Mildred (Milly) Blewett McGehee, 73, of Santa Fe New Mexico, passed away peacefully on February 14, 2024, surrounded by family and friends. She is survived by her spouse, Robyn Elizabeth Holley, her brother William Carl McGehee Jr. (Rebecca) of Natchez Mississippi, her niece Anna Catesby McGehee of Nashville Tennessee, and her nephew William Carl McGehee III (Cammy) of Batton Rouge, Louisiana. Milly was preceded in death by her parents, William Carl McGehee and Sarah (Blewett) McGehee and her beloved springer spaniel, Coco.
Milly was born in Natchez, Mississippi where she inherited her love of antiques from her parents who were collectors and who had restored two early houses in Natchez. Her interest in early American decorative arts was further cultivated with her course work at Hollins College in Virginia. While a student at Hollins, she worked during the summer of her senior year as an intern at the Museum of Early Southern Decorative Arts in Old Salem, Winston-Salem, North Carolina. After graduating from Hollins in 1973, Milly returned to MESDA as its first field representative, gathering data for its now well-known research archives. It was her pioneering work in Wilmington, NC, that helped shape the museum’s celebrated field research program, documenting early southern furniture, ceramics, paintings, and other objects in private collections. She was named a fellow in the University of Delaware’s Winterthur Program in Early American Decorative Arts and Cultural History where she received her MA in 1976; her thesis covered the career of architect Levi Weeks in Natchez. After completing her graduate degree, Milly worked as a curator at the Hermitage, Nashville, Tennessee, home of Andrew Jackson, and worked as a special assistant with curatorial responsibilities for the Director of the Virginia Museum of Fine Arts.

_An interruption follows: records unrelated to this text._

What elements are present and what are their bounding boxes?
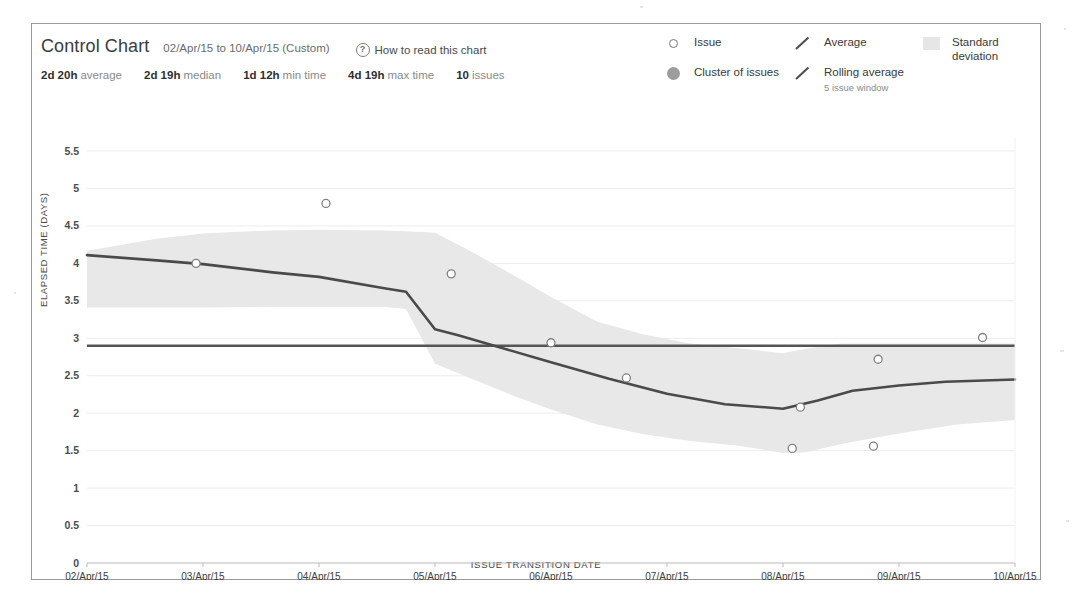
x-tick-label: 07/Apr/15 <box>645 571 689 580</box>
plot-area: ELAPSED TIME (DAYS) ISSUE TRANSITION DAT… <box>32 102 1040 579</box>
x-tick-label: 03/Apr/15 <box>181 571 225 580</box>
filled-circle-icon <box>662 66 684 80</box>
stat-issue-count: 10issues <box>456 69 504 81</box>
issue-marker[interactable] <box>874 355 882 363</box>
stat-max-time: 4d 19hmax time <box>348 69 434 81</box>
title-row: Control Chart 02/Apr/15 to 10/Apr/15 (Cu… <box>41 36 486 57</box>
stat-average-label: average <box>80 69 122 81</box>
y-tick-label: 1.5 <box>64 444 79 456</box>
legend-label-rolling-average: Rolling average <box>824 66 904 78</box>
slash-line-icon <box>792 36 814 50</box>
legend-item-average[interactable]: Average <box>792 35 904 65</box>
legend-column-lines: Average Rolling average 5 issue window <box>792 35 904 95</box>
x-tick-label: 06/Apr/15 <box>529 571 573 580</box>
stat-issue-count-label: issues <box>472 69 505 81</box>
question-circle-icon: ? <box>356 43 370 57</box>
issue-marker[interactable] <box>192 259 200 267</box>
x-tick-label: 10/Apr/15 <box>993 571 1037 580</box>
x-tick-label: 04/Apr/15 <box>297 571 341 580</box>
band-swatch-icon <box>920 36 942 50</box>
how-to-read-label: How to read this chart <box>375 44 487 56</box>
x-tick-label: 08/Apr/15 <box>761 571 805 580</box>
legend-item-standard-deviation[interactable]: Standard deviation <box>920 35 1040 65</box>
y-tick-label: 2.5 <box>64 369 79 381</box>
y-tick-label: 0 <box>73 557 79 569</box>
y-tick-label: 1 <box>73 482 79 494</box>
issue-marker[interactable] <box>979 334 987 342</box>
legend-column-markers: Issue Cluster of issues <box>662 35 779 95</box>
open-circle-icon <box>662 36 684 50</box>
legend-item-issue[interactable]: Issue <box>662 35 779 65</box>
legend-label-average: Average <box>824 35 867 49</box>
y-tick-label: 3.5 <box>64 294 79 306</box>
issue-marker[interactable] <box>622 374 630 382</box>
y-tick-label: 2 <box>73 407 79 419</box>
legend-column-band: Standard deviation <box>920 35 1040 65</box>
stat-min-time-value: 1d 12h <box>243 69 279 81</box>
stat-median-value: 2d 19h <box>144 69 180 81</box>
legend-sublabel-rolling-window: 5 issue window <box>824 82 904 93</box>
y-tick-label: 5.5 <box>64 145 79 157</box>
issue-marker[interactable] <box>447 270 455 278</box>
how-to-read-link[interactable]: ? How to read this chart <box>356 43 487 57</box>
stat-max-time-label: max time <box>387 69 434 81</box>
stat-max-time-value: 4d 19h <box>348 69 384 81</box>
stat-min-time-label: min time <box>283 69 326 81</box>
stat-median-label: median <box>183 69 221 81</box>
issue-marker[interactable] <box>796 403 804 411</box>
legend-item-rolling-average[interactable]: Rolling average 5 issue window <box>792 65 904 95</box>
x-tick-label: 02/Apr/15 <box>65 571 109 580</box>
y-tick-label: 4 <box>73 257 79 269</box>
chart-legend: Issue Cluster of issues Average Rolling … <box>632 35 1040 97</box>
issue-marker[interactable] <box>547 339 555 347</box>
control-chart-panel: Control Chart 02/Apr/15 to 10/Apr/15 (Cu… <box>31 23 1041 580</box>
y-tick-label: 4.5 <box>64 219 79 231</box>
stat-issue-count-value: 10 <box>456 69 469 81</box>
issue-marker[interactable] <box>322 199 330 207</box>
y-tick-label: 0.5 <box>64 519 79 531</box>
issue-marker[interactable] <box>788 444 796 452</box>
y-tick-label: 5 <box>73 182 79 194</box>
x-tick-label: 05/Apr/15 <box>413 571 457 580</box>
x-tick-label: 09/Apr/15 <box>877 571 921 580</box>
stat-min-time: 1d 12hmin time <box>243 69 326 81</box>
legend-item-cluster-of-issues[interactable]: Cluster of issues <box>662 65 779 95</box>
chart-svg[interactable]: 00.511.522.533.544.555.502/Apr/1503/Apr/… <box>32 102 1040 580</box>
page-title: Control Chart <box>41 36 149 57</box>
stat-average: 2d 20haverage <box>41 69 122 81</box>
summary-stats: 2d 20haverage 2d 19hmedian 1d 12hmin tim… <box>41 69 505 81</box>
slash-line-icon <box>792 66 814 80</box>
chart-header: Control Chart 02/Apr/15 to 10/Apr/15 (Cu… <box>32 24 1040 102</box>
issue-marker[interactable] <box>869 442 877 450</box>
y-tick-label: 3 <box>73 332 79 344</box>
stat-average-value: 2d 20h <box>41 69 77 81</box>
date-range-label[interactable]: 02/Apr/15 to 10/Apr/15 (Custom) <box>163 42 329 54</box>
stat-median: 2d 19hmedian <box>144 69 221 81</box>
legend-label-issue: Issue <box>694 35 722 49</box>
legend-label-cluster: Cluster of issues <box>694 65 779 79</box>
legend-label-standard-deviation: Standard deviation <box>952 35 1040 63</box>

Ultimately, Milly’s love of research and discovery lead her to travel throughout the country as an antiques dealer and open her shop, Milly McGehee Americana, in Dallas, Texas and later a gallery in Baltimore, Maryland. She was able to provide many important objects to well-known private and museum collections in the United States; she also appeared several times as an appraiser on PBS’s Antiques Road Show.
Milly loved the architecture, light, turquoise sky, and vistas of Santa Fe. She enriched the lives of her friends and family, and will be remembered for her generosity, sense of fun, laughter, and quick wit.
In lieu of flowers, please consider donating to your local animal shelter or to the Historic Natchez Foundation.